This was different. The behemoth hoving into view in pursuit of the Black Templars fleet was a
Thane had no frame of reference for it.
A contemptuous slice from an axial beam weapon sheared through the aft of the rearmost Black Templars cruiser. Some kind of gravitic conversion beam, it crushed the entire aft section as though it were parchment scrap. The sudden spike of hypergravity flipped the warship nose to stern, torsional stresses cutting through what was left like a gladius through a ration can and spilling its contents into space.
Thane had never seen a weapon like it. Nothing the Imperium could produce came close. A sail-like array of adjusting fins, turning wheels, shivering wires and enormous copper rods rose from the ork carrier’s bloated hull. A wash of strange, green-tinged energy sparked through the array towards its vertex and seemed to radiate into space. Thane’s throat clenched.
‘All Black Templars identifiers are in,’ said Auspectoria. He spoke quietly, mournfully, eyes on the on-screen tableau. ‘Nine ships, and debris mass-equivalent to about fifteen more.’
Thane counted quickly.
‘I see ten ships.’
‘Nine ships, my lord. There’s a delay. The feed is being relayed from
The carrier fired again. A full spread of crude but devastingly effective torpedoes blasted another cruiser to pieces.
Nine.
‘Can she relay a hololith signal? Can she get me
‘I… I think so.’
‘Then do it!’
Shipmaster Kale moved purposefully towards the strategium board. Another impact to the forward shields almost threw him the final metre, forcing him to steady himself against the metallic rim of the console’s bulk housing. An armsman in grey carapace bodyplate and with a pump-action shotgun hanging from a shoulder strap hurried to help him. Kale thanked him with a curt nod, then gestured him back to his post.
‘Should we also attempt to raise the…’ the shipmaster looked uncomfortable, ‘
‘No!’
Thane practically spat the word. The idea alone was abhorrent.
‘When circumstances change, my lord…’ said Kale. His wish to recite his Guilliman vied with awareness of his position relative his superhuman Chapter Master. He restricted himself to just that opening line, and a poignant arch of his eyebrow.
‘Some circumstances don’t change,’ said Thane. ‘Some walls can never come down.’
‘Sir. My lord.’
They both turned. It was Teal.
‘I have the Venerable Dreadnought-Marshal Magneric on vox.’
Six
The image within the wire hoop of the cable-fed, spring-mounted hololith projector was dark. Had it not been for the drizzle of static and the occasional side-to-side flicker of the shadow shapes within it, then Thane might have concluded that
Illuminated under periodic fountains of sparks, he could make out Magneric. The hard, angular definition of his armour shone like a faceted work of jet. Silver cuneiform picked out the edgework of black, battle-scarred ceramite plates. But this was not the moulded plate of a battle-brother. It was the immense armour housing of a Dreadnought’s sarcophagus.
‘Do I address
‘The Emperor lights our true path!’ the Dreadnought thundered, shouting Thane down as he still spoke as though he had not heard, or had listened and deemed it irrelevant. His speakers were pitched to a frightening volume, his words stretched and distorted by the interlink as though delivered through a pipe. ‘Not once but twice. Twice!’
The image dissolved into drizzling static and the audio went with it. For a moment, ork gibberish pushed hard onto the line, and then the hololith returned, albeit for several seconds without sound. The Venerable Dreadnought must have been similarly affected by the break in the link but, judging by the flutter of the scriptural parchments that lay over his speakers, he spoke yet.
‘Praise be!’ the Dreadnought boomed, rising to full volume in a grind of static. ‘Praise be!’
Thane turned enquiringly to Teal.
‘There’s nothing I can do, lord. The interruptions are at their end.’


* _Aim of the task_: Repeat the data verbatim.

(Beginning of Extracted entries)

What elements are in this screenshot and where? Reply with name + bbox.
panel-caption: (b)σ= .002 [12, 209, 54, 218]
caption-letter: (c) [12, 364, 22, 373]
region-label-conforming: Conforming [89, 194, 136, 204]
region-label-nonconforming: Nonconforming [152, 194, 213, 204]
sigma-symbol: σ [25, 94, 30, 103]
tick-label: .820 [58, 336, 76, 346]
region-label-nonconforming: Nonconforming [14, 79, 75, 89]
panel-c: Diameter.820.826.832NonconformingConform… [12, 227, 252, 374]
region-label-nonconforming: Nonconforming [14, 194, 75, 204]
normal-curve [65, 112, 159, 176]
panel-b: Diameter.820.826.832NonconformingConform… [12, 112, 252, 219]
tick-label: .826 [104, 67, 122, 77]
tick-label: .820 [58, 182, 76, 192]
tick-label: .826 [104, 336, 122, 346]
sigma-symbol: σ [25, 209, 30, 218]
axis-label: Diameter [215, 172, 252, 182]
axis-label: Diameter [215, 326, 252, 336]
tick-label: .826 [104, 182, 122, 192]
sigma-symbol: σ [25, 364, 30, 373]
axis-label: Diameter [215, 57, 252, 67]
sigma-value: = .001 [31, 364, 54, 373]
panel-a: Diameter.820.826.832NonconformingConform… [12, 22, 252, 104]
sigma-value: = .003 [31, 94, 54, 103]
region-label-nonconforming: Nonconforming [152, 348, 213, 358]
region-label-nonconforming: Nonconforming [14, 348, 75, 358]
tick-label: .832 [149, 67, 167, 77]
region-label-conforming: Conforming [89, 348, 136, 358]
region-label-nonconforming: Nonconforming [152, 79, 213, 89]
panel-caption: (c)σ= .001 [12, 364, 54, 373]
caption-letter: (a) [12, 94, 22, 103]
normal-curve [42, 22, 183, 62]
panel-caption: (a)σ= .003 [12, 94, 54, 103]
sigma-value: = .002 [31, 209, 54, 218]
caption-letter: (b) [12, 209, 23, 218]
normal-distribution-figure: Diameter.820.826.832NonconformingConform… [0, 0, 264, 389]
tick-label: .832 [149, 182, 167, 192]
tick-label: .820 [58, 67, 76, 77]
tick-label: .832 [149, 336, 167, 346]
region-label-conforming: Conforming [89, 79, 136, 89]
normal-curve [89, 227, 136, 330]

(End of Extracted entries)

* _Reply_:
What elements are in this screenshot and where? Reply with name + bbox.
panel-caption: (b)σ= .002 [12, 209, 54, 218]
caption-letter: (c) [12, 364, 22, 373]
region-label-conforming: Conforming [89, 194, 136, 204]
region-label-nonconforming: Nonconforming [152, 194, 213, 204]
sigma-symbol: σ [25, 94, 30, 103]
tick-label: .820 [58, 336, 76, 346]
region-label-nonconforming: Nonconforming [14, 79, 75, 89]
panel-c: Diameter.820.826.832NonconformingConform… [12, 227, 252, 374]
region-label-nonconforming: Nonconforming [14, 194, 75, 204]
normal-curve [65, 112, 159, 176]
panel-b: Diameter.820.826.832NonconformingConform… [12, 112, 252, 219]
tick-label: .826 [104, 67, 122, 77]
tick-label: .820 [58, 182, 76, 192]
tick-label: .826 [104, 336, 122, 346]
sigma-symbol: σ [25, 209, 30, 218]
axis-label: Diameter [215, 172, 252, 182]
axis-label: Diameter [215, 326, 252, 336]
tick-label: .826 [104, 182, 122, 192]
sigma-symbol: σ [25, 364, 30, 373]
axis-label: Diameter [215, 57, 252, 67]
sigma-value: = .001 [31, 364, 54, 373]
panel-a: Diameter.820.826.832NonconformingConform… [12, 22, 252, 104]
sigma-value: = .003 [31, 94, 54, 103]
region-label-nonconforming: Nonconforming [152, 348, 213, 358]
region-label-nonconforming: Nonconforming [14, 348, 75, 358]
tick-label: .832 [149, 67, 167, 77]
region-label-conforming: Conforming [89, 348, 136, 358]
region-label-nonconforming: Nonconforming [152, 79, 213, 89]
panel-caption: (c)σ= .001 [12, 364, 54, 373]
caption-letter: (a) [12, 94, 22, 103]
normal-curve [42, 22, 183, 62]
panel-caption: (a)σ= .003 [12, 94, 54, 103]
sigma-value: = .002 [31, 209, 54, 218]
caption-letter: (b) [12, 209, 23, 218]
normal-distribution-figure: Diameter.820.826.832NonconformingConform… [0, 0, 264, 389]
tick-label: .832 [149, 182, 167, 192]
tick-label: .820 [58, 67, 76, 77]
tick-label: .832 [149, 336, 167, 346]
region-label-conforming: Conforming [89, 79, 136, 89]
normal-curve [89, 227, 136, 330]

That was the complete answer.